There’s a good article in Business Week describing the threat posed by unregulated phone and cable companies to the freedom and neutrality of the internet. The net we know now favors top-down and bottom-up publishing equally. Yahoo! or The New York Times may have more technical resources at their disposal than your average blogger, but in the pipes that run in and out of your home connecting you to the net, they are equals.

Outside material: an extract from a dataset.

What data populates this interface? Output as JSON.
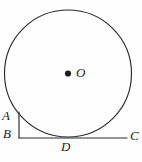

That could change, however. Unless government gets pro-active on the behalf of ordinary users, broadband providers will be free to privilege certain kinds of use and certain kinds of users, creating the conditions for a broadcast-oriented web and charging higher premiums for more independently creative uses of bandwidth.
Here’s how it might work:
So the network operators figure they can charge at the source of the traffic — and they’re turning to technology for help. Sandvine and other companies, including Cisco Systems, are making tools that can identify whether users are sending video, e-mail, or phone calls. This gear could give network operators the ability to speed up or slow down certain uses.
That capability could be used to help Internet surfers. BellSouth, for one, wants to guarantee that an Internet-TV viewer doesn’t experience annoying millisecond delays during the Super Bowl because his teenage daughter is downloading music files in another room.
But express lanes for certain bits could give network providers a chance to shunt other services into the slow lane, unless they pay up. A phone company could tell Google or another independent Web service that it must pay extra to ensure speedy, reliable service.
One commenter suggests a rather unsavory scheme:
The best solution is to have ISPs change monthly billing to mirror cell phone bills: X amount of monthly bandwidth any overage customer would be charged accordingly. File sharing could become legit, as monies from our monthly bills could be funneled to the apprioprate copyright holder (big media to regular Joe making music in his room) and the network operators will be making more dough on their investment. With the Skypes of the world I can’t see this not happenning!
It seems appropriate that when I initially tried to read this article, a glitchy web ad was blocking part of the text — an ad for broadband access no less. Bastards.